The West Was Never the Whole World. The Media Still Acts Like It Is.
The Global South's economic and diplomatic ascent is dismantling an information architecture built for a unipolar world. International coverage has not caught up — and the gap has real consequences for how policy gets made.
When a winter storm blankets Washington or London, it generates wall-to-wall coverage: federal agency briefings, infrastructure impact reports, elected officials photographed touring affected areas. When an unexpected snowfall and hail in West Azerbaijan province, Iran, disrupts daily life across multiple cities, the Mehr News wire carries the story while international audiences learn nothing. That asymmetry is not incidental. It is the operating system.
The South China Morning Post put it plainly in a recent opinion piece: the West was never the whole world. The framing that treats Western capitals as the natural centre of gravity — editorial, financial, diplomatic — is a historical artefact, not a description of how the world actually works. But newsrooms, think tanks, and policy institutions built for a unipolar moment are still running on that assumption. And the consequences are compounding.
The structural problem runs deeper than bias in the conventional sense. No cable news panel consciously decides to ignore weather in northwestern Iran. The distortion is architectural. Western wire services and legacy broadcasters spent most of a century building the infrastructure of international reporting: foreign bureaus, regional expertise, language capacity, source networks. That infrastructure exists where it was built — in the G7 capitals, in Brussels, in the corridors of transatlantic alliance management. The coverage it produces reflects the world's shape as it was understood in the mid-twentieth century.

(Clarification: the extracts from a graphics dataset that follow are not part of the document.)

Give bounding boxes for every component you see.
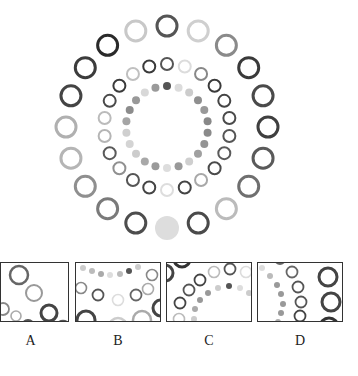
inner-ring-dot — [185, 89, 193, 97]
fragment-circle — [287, 267, 298, 278]
fragment-circle — [259, 265, 265, 271]
fragment-circle — [320, 318, 338, 322]
middle-ring-circle — [127, 68, 139, 80]
outer-ring-circle — [239, 176, 259, 196]
middle-ring-circle — [223, 112, 235, 124]
inner-ring-dot — [151, 162, 159, 170]
fragment-circle — [319, 268, 337, 286]
inner-ring-dot — [204, 129, 212, 137]
inner-ring-dot — [126, 140, 134, 148]
fragment-circle — [209, 267, 220, 278]
middle-ring-circle — [161, 184, 173, 196]
fragment-circle — [191, 316, 197, 322]
fragment-circle — [293, 282, 304, 293]
option-b-label: B — [108, 333, 128, 349]
middle-ring-circle — [113, 162, 125, 174]
fragment-circle — [278, 291, 284, 297]
fragment-circle — [1, 303, 9, 315]
inner-ring-dot — [194, 96, 202, 104]
inner-ring-dot — [141, 89, 149, 97]
option-a-label: A — [21, 333, 41, 349]
middle-ring-circle — [218, 95, 230, 107]
middle-ring-circle — [223, 130, 235, 142]
fragment-circle — [275, 263, 285, 264]
outer-ring-circle — [258, 117, 278, 137]
outer-ring-circle — [75, 176, 95, 196]
middle-ring-circle — [113, 80, 125, 92]
middle-ring-circle — [195, 68, 207, 80]
fragment-circle — [117, 271, 123, 277]
option-b-box[interactable] — [75, 262, 161, 322]
fragment-circle — [215, 285, 221, 291]
outer-ring-circle — [61, 148, 81, 168]
fragment-circle — [275, 319, 281, 322]
fragment-circle — [192, 306, 198, 312]
fragment-circle — [322, 293, 340, 311]
option-c-label: C — [199, 333, 219, 349]
inner-ring-dot — [204, 117, 212, 125]
inner-ring-dot — [175, 162, 183, 170]
inner-ring-dot — [132, 96, 140, 104]
fragment-circle — [153, 300, 161, 316]
inner-ring-dot — [185, 157, 193, 165]
fragment-circle — [280, 301, 286, 307]
option-d-box[interactable] — [257, 262, 343, 322]
fragment-circle — [184, 285, 195, 296]
middle-ring-circle — [209, 162, 221, 174]
middle-ring-circle — [161, 58, 173, 70]
inner-ring-dot — [200, 140, 208, 148]
inner-ring-dot — [163, 164, 171, 172]
option-fragment — [258, 263, 343, 322]
fragment-circle — [26, 285, 42, 301]
outer-ring-circle — [253, 86, 273, 106]
middle-ring-circle — [143, 61, 155, 73]
concentric-circle-figure — [0, 0, 358, 250]
fragment-circle — [41, 305, 57, 321]
outer-ring-circle — [75, 58, 95, 78]
fragment-circle — [109, 318, 127, 322]
middle-ring-circle — [218, 147, 230, 159]
option-c-box[interactable] — [166, 262, 252, 322]
outer-ring-circle — [98, 199, 118, 219]
fragment-circle — [113, 295, 124, 306]
outer-ring-circle — [253, 148, 273, 168]
fragment-circle — [133, 311, 151, 322]
fragment-circle — [195, 275, 206, 286]
outer-ring-circle — [216, 35, 236, 55]
inner-ring-dot — [163, 82, 171, 90]
fragment-circle — [241, 267, 252, 278]
fragment-circle — [80, 265, 86, 271]
fragment-circle — [93, 290, 104, 301]
fragment-circle — [77, 311, 95, 322]
fragment-circle — [174, 263, 190, 267]
outer-ring-circle — [98, 35, 118, 55]
fragment-circle — [205, 290, 211, 296]
fragment-circle — [295, 311, 306, 322]
fragment-circle — [135, 264, 141, 270]
middle-ring-circle — [104, 147, 116, 159]
outer-ring-circle — [188, 213, 208, 233]
outer-ring-circle — [56, 117, 76, 137]
middle-ring-circle — [179, 181, 191, 193]
fragment-circle — [167, 265, 173, 281]
inner-ring-dot — [194, 150, 202, 158]
fragment-circle — [56, 321, 69, 322]
middle-ring-circle — [99, 130, 111, 142]
fragment-circle — [226, 283, 232, 289]
fragment-circle — [246, 290, 252, 296]
outer-ring-circle — [126, 213, 146, 233]
middle-ring-circle — [143, 181, 155, 193]
fragment-circle — [126, 268, 132, 274]
inner-ring-dot — [141, 157, 149, 165]
fragment-circle — [11, 311, 21, 321]
option-a-box[interactable] — [0, 262, 69, 322]
inner-ring-dot — [132, 150, 140, 158]
inner-ring-dot — [122, 117, 130, 125]
outer-ring-circle — [157, 16, 177, 36]
fragment-circle — [296, 297, 307, 308]
fragment-circle — [22, 320, 34, 322]
inner-ring-dot — [175, 84, 183, 92]
outer-ring-circle — [61, 86, 81, 106]
option-fragment — [167, 263, 252, 322]
fragment-circle — [267, 273, 273, 279]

Meanwhile, the Global South has grown to represent the majority of global GDP growth, the largest share of world trade, and the decisive demographic future of every major industry. Brazil, India, Indonesia, Nigeria, Saudi Arabia, South Africa, Turkey — these are not peripheral economies or regional afterthoughts. They are the economies that will define the next half-century of global commerce, industrial capacity, and diplomatic gravity. And the international information ecosystem treats them, in aggregate, as context rather than subject. The question is not whether that will change. It is whether the institutions that shape global discourse can adapt fast enough to remain coherent.

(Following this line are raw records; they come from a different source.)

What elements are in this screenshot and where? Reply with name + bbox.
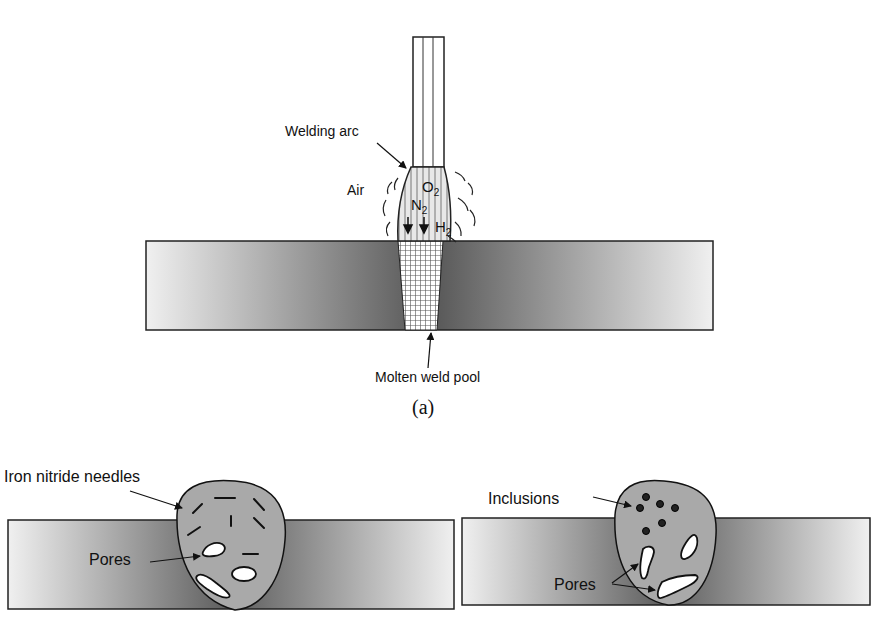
pores-label-c: Pores [554, 576, 596, 593]
air-label: Air [347, 182, 364, 198]
welding-diagram: O2 N2 H2 Welding arc Air Molten weld poo… [0, 0, 886, 617]
panel-a: O2 N2 H2 Welding arc Air Molten weld poo… [146, 37, 713, 419]
welding-arc-arrow [377, 143, 406, 168]
inclusions-label: Inclusions [488, 490, 559, 507]
pores-label-b: Pores [89, 551, 131, 568]
needles-label: Iron nitride needles [4, 468, 140, 485]
caption-a: (a) [412, 396, 434, 419]
welding-arc-label: Welding arc [285, 123, 359, 139]
molten-pool-arrow [428, 333, 431, 368]
panel-b: Iron nitride needles Pores [4, 468, 454, 610]
panel-c: Inclusions Pores [462, 480, 870, 605]
electrode-rod [413, 37, 444, 167]
molten-pool-label: Molten weld pool [375, 369, 480, 385]
needles-arrow [130, 491, 182, 508]
molten-weld-pool [398, 241, 443, 330]
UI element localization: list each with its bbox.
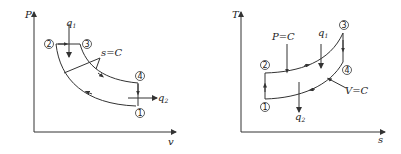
pv-process-1-2 xyxy=(56,44,136,106)
ts-isochore-label: V=C xyxy=(345,85,369,96)
ts-point-1: 1 xyxy=(261,103,270,113)
diagram-canvas: P v q1 q2 s=C 2 3 4 xyxy=(0,0,401,154)
svg-text:3: 3 xyxy=(84,40,89,49)
ts-point-2: 2 xyxy=(261,61,270,71)
pv-isentrope-label: s=C xyxy=(101,47,123,58)
pv-diagram: P v q1 q2 s=C 2 3 4 xyxy=(24,9,176,147)
svg-text:1: 1 xyxy=(137,109,142,118)
pv-point-4: 4 xyxy=(136,72,145,82)
ts-heat-out-label: q2 xyxy=(295,111,305,123)
svg-text:2: 2 xyxy=(46,40,51,49)
svg-text:4: 4 xyxy=(137,72,142,81)
svg-text:4: 4 xyxy=(344,66,349,75)
ts-point-4: 4 xyxy=(343,66,352,76)
pv-x-axis-label: v xyxy=(168,136,174,147)
ts-diagram: T s P=C q1 q2 V=C 3 2 xyxy=(232,9,385,145)
pv-point-3: 3 xyxy=(83,40,92,50)
pv-isentrope-pointer xyxy=(64,58,100,73)
pv-heat-in-label: q1 xyxy=(66,17,76,29)
ts-isochore-pointer xyxy=(329,79,346,88)
pv-point-2: 2 xyxy=(45,40,54,50)
svg-text:1: 1 xyxy=(262,103,267,112)
svg-text:2: 2 xyxy=(262,61,267,70)
ts-x-axis-label: s xyxy=(378,134,383,145)
ts-y-axis-label: T xyxy=(232,9,240,20)
ts-isobar-label: P=C xyxy=(271,31,295,42)
pv-heat-out-label: q2 xyxy=(158,92,168,104)
pv-y-axis-label: P xyxy=(24,9,32,20)
pv-point-1: 1 xyxy=(136,109,145,119)
svg-text:3: 3 xyxy=(341,21,346,30)
ts-heat-in-label: q1 xyxy=(318,27,328,39)
ts-point-3: 3 xyxy=(340,21,349,31)
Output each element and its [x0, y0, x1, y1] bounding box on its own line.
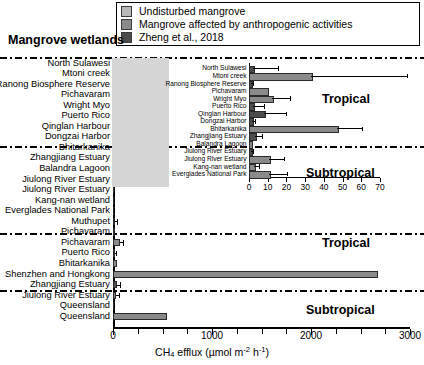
legend-label-undisturbed: Undisturbed mangrove: [139, 6, 245, 17]
inset-error-bar: [251, 83, 254, 84]
main-x-tick-label: 2000: [300, 330, 322, 341]
main-error-bar: [114, 200, 115, 201]
main-bar-label: Pichavaram: [61, 226, 110, 237]
main-error-bar: [114, 190, 115, 191]
inset-error-bar: [337, 128, 363, 129]
main-bar: [113, 313, 167, 320]
inset-x-tick-label: 40: [319, 182, 328, 192]
inset-error-bar: [255, 136, 262, 137]
main-bar-label: Pichavaram: [61, 237, 110, 248]
inset-x-tick-label: 70: [375, 182, 384, 192]
main-bar-label: Zhangjiang Estuary: [30, 152, 110, 163]
legend-item-undisturbed: Undisturbed mangrove: [121, 5, 415, 18]
main-x-tick: [385, 329, 386, 334]
main-x-tick: [163, 329, 164, 334]
inset-bar-row: Zhangjiang Estuary: [249, 133, 380, 140]
main-bar-label: Mtoni creek: [62, 68, 110, 79]
legend-swatch-undisturbed: [121, 6, 132, 17]
main-bar: [113, 271, 378, 278]
inset-bar-row: Dongzai Harbor: [249, 118, 380, 125]
main-bar: [113, 260, 117, 267]
inset-error-bar: [251, 151, 254, 152]
main-bar-row: Muthupet: [113, 217, 410, 226]
main-bar-label: Dongzai Harbor: [45, 131, 110, 142]
inset-x-tick-label: 50: [338, 182, 347, 192]
inset-x-tick-label: 30: [300, 182, 309, 192]
inset-bar-row: Everglades National Park: [249, 171, 380, 178]
x-axis-caption-mid2: h: [250, 346, 259, 358]
main-bar-label: North Sulawesi: [47, 58, 110, 69]
main-bar-label: Puerto Rico: [61, 247, 110, 258]
main-error-bar: [114, 211, 115, 212]
main-x-tick: [138, 329, 139, 334]
inset-x-tick-label: 10: [263, 182, 272, 192]
inset-error-bar: [252, 121, 256, 122]
main-error-bar: [120, 242, 125, 243]
inset-background-panel: [112, 58, 169, 187]
zone-label-tropical-main: Tropical: [322, 236, 370, 250]
main-bar-label: Balandra Lagoon: [39, 163, 110, 174]
main-bar-row: Kang-nan wetland: [113, 196, 410, 205]
main-x-tick-label: 0: [110, 330, 116, 341]
main-bar-label: Qinglan Harbour: [42, 121, 110, 132]
main-bar-label: Muthupet: [71, 216, 110, 227]
main-bar-label: Kang-nan wetland: [35, 195, 110, 206]
x-axis-caption-pre: CH: [155, 346, 170, 358]
divider-inset-bottom: [0, 233, 424, 235]
main-bar-label: Jiulong River Estuary: [22, 184, 110, 195]
main-bar-label: Wright Myo: [63, 100, 110, 111]
main-x-tick-label: 3000: [399, 330, 421, 341]
chart-legend: Undisturbed mangrove Mangrove affected b…: [116, 2, 420, 46]
main-bar-label: Ranong Biosphere Reserve: [0, 79, 110, 90]
x-axis-caption-sup1: -2: [243, 345, 250, 354]
main-error-bar: [115, 221, 117, 222]
legend-swatch-affected: [121, 19, 132, 30]
main-error-bar: [116, 295, 120, 296]
inset-bar-row: Jiulong River Estuary: [249, 156, 380, 163]
main-bar-row: Jiulong River Estuary: [113, 291, 410, 300]
page-title: Mangrove wetlands: [8, 33, 124, 47]
main-bar-label: Everglades National Park: [5, 205, 110, 216]
inset-x-tick-label: 0: [247, 182, 252, 192]
inset-bar-row: Ranong Biosphere Reserve: [249, 80, 380, 87]
legend-label-affected: Mangrove affected by anthropogenic activ…: [139, 19, 352, 30]
x-axis-caption-mid: efflux (µmol m: [174, 346, 243, 358]
zone-label-subtropical-main: Subtropical: [306, 303, 375, 317]
main-bar-label: Jiulong River Estuary: [22, 174, 110, 185]
inset-bar-row: Mtoni creek: [249, 73, 380, 80]
main-bar-label: Zhangjiang Estuary: [30, 279, 110, 290]
inset-bar-label: Everglades National Park: [172, 169, 246, 178]
main-bar-row: Zhangjiang Estuary: [113, 281, 410, 290]
inset-bar-row: Wright Myo: [249, 95, 380, 102]
main-bar-label: Bhitarkanika: [59, 258, 110, 269]
inset-bar-row: Jiulong River Estuary: [249, 148, 380, 155]
main-bar-label: Queensland: [60, 311, 110, 322]
inset-bar-row: Pichavaram: [249, 88, 380, 95]
inset-error-bar: [264, 113, 286, 114]
inset-bar-row: Bhitarkanika: [249, 125, 380, 132]
main-x-tick: [336, 329, 337, 334]
inset-error-bar: [269, 159, 285, 160]
inset-chart: 010203040506070 North SulawesiMtoni cree…: [112, 58, 382, 187]
inset-bar-row: Qinglan Harbour: [249, 110, 380, 117]
inset-bar-row: Balandra Lagoon: [249, 141, 380, 148]
legend-item-zheng: Zheng et al., 2018: [121, 31, 415, 44]
x-axis-caption-post: ): [265, 346, 269, 358]
x-axis-caption: CH4 efflux (µmol m-2 h-1): [0, 345, 424, 359]
main-error-bar: [117, 285, 121, 286]
main-bar-label: Shenzhen and Hongkong: [5, 269, 110, 280]
main-bar-row: Everglades National Park: [113, 207, 410, 216]
main-x-tick: [237, 329, 238, 334]
main-error-bar: [114, 306, 115, 307]
main-bar-label: Puerto Rico: [61, 110, 110, 121]
inset-error-bar: [269, 174, 288, 175]
inset-error-bar: [254, 166, 261, 167]
divider-tropical-subtropical-main: [0, 290, 424, 292]
legend-item-affected: Mangrove affected by anthropogenic activ…: [121, 18, 415, 31]
inset-x-tick-label: 20: [282, 182, 291, 192]
inset-bar: [249, 171, 271, 179]
main-bar-row: Shenzhen and Hongkong: [113, 270, 410, 279]
inset-plot-area: 010203040506070 North SulawesiMtoni cree…: [249, 63, 382, 182]
inset-error-bar: [253, 106, 264, 107]
main-x-tick: [361, 329, 362, 334]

The emerging alternative information landscape is more complex than either its architects or its critics acknowledge. State-backed outlets from Beijing, Ankara, Doha, and Riyadh have invested heavily in English-language newsrooms with genuine editorial reach. CGTN, TRT World, Al Jazeera English, and others have broken stories that Western outlets missed, hired correspondents with credibility across multiple regions, and created information products with genuinely global audiences. That development is often framed in Western policy discourse as a propaganda threat. The framing is not wrong — state financing of media raises legitimate questions about editorial independence that apply to these outlets as readily as they apply anywhere else. But framing the challenge as propaganda rather than competition misses what is actually happening: the normalisation of non-Western perspectives as legitimate topics of global conversation, not as exotic context for the real story.
The stakes are not abstract. How a story is framed determines which solutions appear available. Coverage that positions a regional conflict through the lens of Western alliance management invites a different policy response than coverage foregrounding the concerns of the states and populations actually affected. Coverage that treats Global South diplomatic initiatives as sideshows forecloses the possibility that those initiatives are the actual shape of the emerging order. The countries and populations of the Global South do not lack agency or perspective — they lack the information infrastructure to project that agency into the global conversation on equal terms. For now.
The Mehr News report on West Azerbaijan's unexpected snowfall is, in isolation, a minor regional dispatch. But it belongs to a category of reporting that international audiences systematically never see: granular, domestic coverage of a country that has been a major regional actor for half a century, whose domestic politics and regional positioning are shaped by forces that Western analysis routinely discusses without bothering to report from the ground. That coverage gap is the symptom. The structural shift in who produces global information, and for whom, is the story. The West was never the whole world. The rest of the media is beginning to notice.